The Cancer Prevention and Research Institute of Texas has awarded nearly $4 million funding to a program led by the University of Texas Health Science Center at Houston with the goal of increasing the number of cancer-prevention scientists.
The UTHealth-CPRIT Innovation in Cancer Prevention Research Training Program works to produce skilled cancer scientists and researchers by teaching career skills, team science, interdisciplinary communication skills and more. The program is headed up by Maria E. Fernández, director of the Center for Health Promotion and Prevention Research at UTHealth School of Public Health in Houston.
The training program is planned to continue through May 2026, UTHealth said.

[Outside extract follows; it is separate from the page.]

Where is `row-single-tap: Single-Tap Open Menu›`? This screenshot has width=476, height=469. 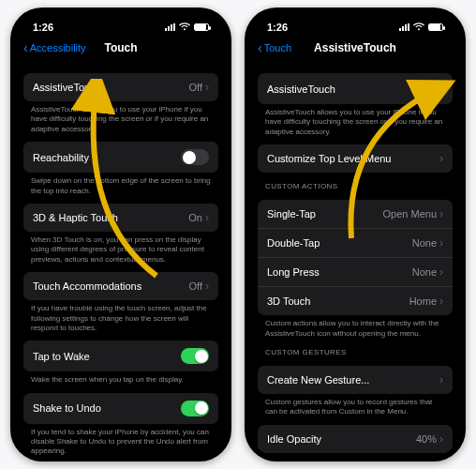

"Our center has an excellent track record of providing cancer prevention and control research training going back over two decades," said Fernández. "We’re excited to leverage our existing infrastructure to bolster the cadre of diverse and innovative cancer researchers in Texas, particularly scientists from underrepresented minority groups."
The CPRIT-funded program will build upon UTHealth's existing Cancer Research Training Program, the school said. It will include researchers from several schools within UTHealth, including the School of Public Health, the School of Biomedical Informatics and the MD Anderson Cancer Center UTHealth Graduate School of Biomedical Sciences.
The program will also work to recruit a diverse set of trainees from underrepresented minority groups to increase diversity in cancer-prevention research, UTHealth said.
"Ensuring the research products work not only for a small subset of individuals, but for the broader community bearing the burden of cancer, is key in addressing cancer through an equity lens," said Patricia Dolan Mullen, co-director of the UTHealth-CPRIT Innovation in Cancer Prevention Research Training Program and a UTHealth School of Public Health professor of health promotion and behavioral sciences.
Physicians, researchers, hospitals and academic research institutions in Houston have received millions of dollars in funding from CPRIT to fuel cancer research efforts. The program has also played a role in recruiting early-stage biotechnology and pharmaceutical companies into Houston and Texas from other places in the U.S.
With a fall 2021 enrollment of more than 5,300 students, UTHealth is one of the largest college or universities in the Houston region, according to Houston Business Journal research.
UTHealth has a large presence in the Texas Medical Center and is one of the founding institutions of TMC3, a new 37-acre campus being built just south of Brays Bayou from the existing TMC campus. UTHealth will have its own dedicated facility on the TMC3 campus.